Treeview operates with three quality tiers: Good Enough, Great, and World-Class. Each quality tier serves a purpose depending on the context and stage of a project.
We recognize that reaching world-class quality requires iterating through earlier stages of quality. First implementations are often good enough, which enables the process of refinement and polishing toward world-class quality.
This approach to quality should guide our planning, client communication and internal schedules and expectations.
The quality of the process determines the quality of the outcome. We evaluate our work through day-to-day outputs, trusting that a strong execution system consistently produces world-class results.
Each product we build has its own set of metrics that define priorities within the client’s business context. We should all understand this business context to help maximize the outcome value of what we build.
Quality is not something you see, it is something you feel. It is the details that make things feel great.
When striving for world-class, we should go the extra mile, even in the details that are not visible to the end user or client.
Quality is our responsibility. We do not rely on clients to verify completion, identify issues or perform quality reviews. While client feedback is always valuable, it should be considered subject matter expert input, not a quality review. We are responsible for the quality of everything we deliver.
A violinist in an opera house is perceived as higher quality than the same violinist performing in a subway. This social experiment highlights a fundamental human behavior: the perception of quality depends on context.
The format in which a client receives an update amplifies the perceived quality of all the delivery. Always prioritize world-class delivery formats.
There are hard tasks and simple ones, both may have the same impact. Make sure to get the simple things right. For example, if we complete a difficult feature but a simple bug prevents it from working, we’ve missed a simple task and the impact of the hard work may be lost.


Write all entries out exactly, images excluded.

(Beginning of Entries shown)

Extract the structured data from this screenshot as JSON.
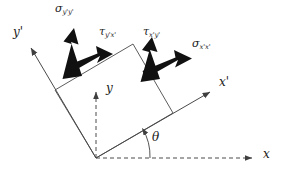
{
  "figure": {
    "type": "stress-transformation-diagram",
    "background_color": "#ffffff",
    "line_color": "#4a4a4a",
    "arrow_color": "#111111",
    "text_color": "#1a1a1a"
  },
  "axes": {
    "x": {
      "label": "x",
      "symbol": "x",
      "prime": "",
      "style": "dashed"
    },
    "y": {
      "label": "y",
      "symbol": "y",
      "prime": "",
      "style": "dashed"
    },
    "x_prime": {
      "label": "x'",
      "symbol": "x",
      "prime": "'",
      "style": "solid"
    },
    "y_prime": {
      "label": "y'",
      "symbol": "y",
      "prime": "'",
      "style": "solid"
    }
  },
  "angle": {
    "symbol": "θ",
    "label": "θ",
    "between": "x-axis and x'-axis",
    "value_deg": 29
  },
  "stresses": [
    {
      "name": "sigma-y-prime-y-prime",
      "symbol": "σ",
      "subscript": "y'y'",
      "kind": "normal",
      "face": "y-prime",
      "direction": "outward along y-prime"
    },
    {
      "name": "tau-y-prime-x-prime",
      "symbol": "τ",
      "subscript": "y'x'",
      "kind": "shear",
      "face": "y-prime",
      "direction": "along x-prime"
    },
    {
      "name": "tau-x-prime-y-prime",
      "symbol": "τ",
      "subscript": "x'y'",
      "kind": "shear",
      "face": "x-prime",
      "direction": "along y-prime"
    },
    {
      "name": "sigma-x-prime-x-prime",
      "symbol": "σ",
      "subscript": "x'x'",
      "kind": "normal",
      "face": "x-prime",
      "direction": "outward along x-prime"
    }
  ],
  "element": {
    "name": "rotated-stress-element",
    "shape": "square",
    "corners": [
      [
        96,
        158
      ],
      [
        173,
        113
      ],
      [
        133,
        44
      ],
      [
        55,
        90
      ]
    ]
  }
}
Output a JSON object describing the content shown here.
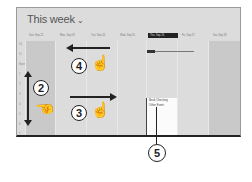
{
  "header": {
    "title": "This week",
    "chevron": "⌄"
  },
  "days": [
    {
      "label": "Sun, Sep 22",
      "weekend": true,
      "selected": false
    },
    {
      "label": "Mon, Sep 23",
      "weekend": false,
      "selected": false
    },
    {
      "label": "Tue, Sep 24",
      "weekend": false,
      "selected": false
    },
    {
      "label": "Wed, Sep 25",
      "weekend": false,
      "selected": false
    },
    {
      "label": "Thu, Sep 26",
      "weekend": false,
      "selected": true
    },
    {
      "label": "Fri, Sep 27",
      "weekend": false,
      "selected": false
    },
    {
      "label": "Sat, Sep 28",
      "weekend": true,
      "selected": false
    }
  ],
  "hours": [
    "10",
    "11",
    "Noon",
    "1",
    "2",
    "3",
    "4",
    "5",
    "6",
    "7"
  ],
  "appointment": {
    "line1": "Book Checking",
    "line2": "Other Event"
  },
  "callouts": {
    "c2": "2",
    "c3": "3",
    "c4": "4",
    "c5": "5"
  },
  "icons": {
    "hand": "☝",
    "up_down_arrow": "↕"
  },
  "colors": {
    "screen_bg": "#dcdcdc",
    "weekend_bg": "#c9c9c9",
    "selected_header": "#222222"
  }
}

(End of Entries shown)

Solution to the problem ▸
Extract the structured data from this screenshot as JSON.
{
  "figure": {
    "type": "stress-transformation-diagram",
    "background_color": "#ffffff",
    "line_color": "#4a4a4a",
    "arrow_color": "#111111",
    "text_color": "#1a1a1a"
  },
  "axes": {
    "x": {
      "label": "x",
      "symbol": "x",
      "prime": "",
      "style": "dashed"
    },
    "y": {
      "label": "y",
      "symbol": "y",
      "prime": "",
      "style": "dashed"
    },
    "x_prime": {
      "label": "x'",
      "symbol": "x",
      "prime": "'",
      "style": "solid"
    },
    "y_prime": {
      "label": "y'",
      "symbol": "y",
      "prime": "'",
      "style": "solid"
    }
  },
  "angle": {
    "symbol": "θ",
    "label": "θ",
    "between": "x-axis and x'-axis",
    "value_deg": 29
  },
  "stresses": [
    {
      "name": "sigma-y-prime-y-prime",
      "symbol": "σ",
      "subscript": "y'y'",
      "kind": "normal",
      "face": "y-prime",
      "direction": "outward along y-prime"
    },
    {
      "name": "tau-y-prime-x-prime",
      "symbol": "τ",
      "subscript": "y'x'",
      "kind": "shear",
      "face": "y-prime",
      "direction": "along x-prime"
    },
    {
      "name": "tau-x-prime-y-prime",
      "symbol": "τ",
      "subscript": "x'y'",
      "kind": "shear",
      "face": "x-prime",
      "direction": "along y-prime"
    },
    {
      "name": "sigma-x-prime-x-prime",
      "symbol": "σ",
      "subscript": "x'x'",
      "kind": "normal",
      "face": "x-prime",
      "direction": "outward along x-prime"
    }
  ],
  "element": {
    "name": "rotated-stress-element",
    "shape": "square",
    "corners": [
      [
        96,
        158
      ],
      [
        173,
        113
      ],
      [
        133,
        44
      ],
      [
        55,
        90
      ]
    ]
  }
}
Output a JSON object describing the content shown here.
{
  "header": {
    "title": "This week",
    "chevron": "⌄"
  },
  "days": [
    {
      "label": "Sun, Sep 22",
      "weekend": true,
      "selected": false
    },
    {
      "label": "Mon, Sep 23",
      "weekend": false,
      "selected": false
    },
    {
      "label": "Tue, Sep 24",
      "weekend": false,
      "selected": false
    },
    {
      "label": "Wed, Sep 25",
      "weekend": false,
      "selected": false
    },
    {
      "label": "Thu, Sep 26",
      "weekend": false,
      "selected": true
    },
    {
      "label": "Fri, Sep 27",
      "weekend": false,
      "selected": false
    },
    {
      "label": "Sat, Sep 28",
      "weekend": true,
      "selected": false
    }
  ],
  "hours": [
    "10",
    "11",
    "Noon",
    "1",
    "2",
    "3",
    "4",
    "5",
    "6",
    "7"
  ],
  "appointment": {
    "line1": "Book Checking",
    "line2": "Other Event"
  },
  "callouts": {
    "c2": "2",
    "c3": "3",
    "c4": "4",
    "c5": "5"
  },
  "icons": {
    "hand": "☝",
    "up_down_arrow": "↕"
  },
  "colors": {
    "screen_bg": "#dcdcdc",
    "weekend_bg": "#c9c9c9",
    "selected_header": "#222222"
  }
}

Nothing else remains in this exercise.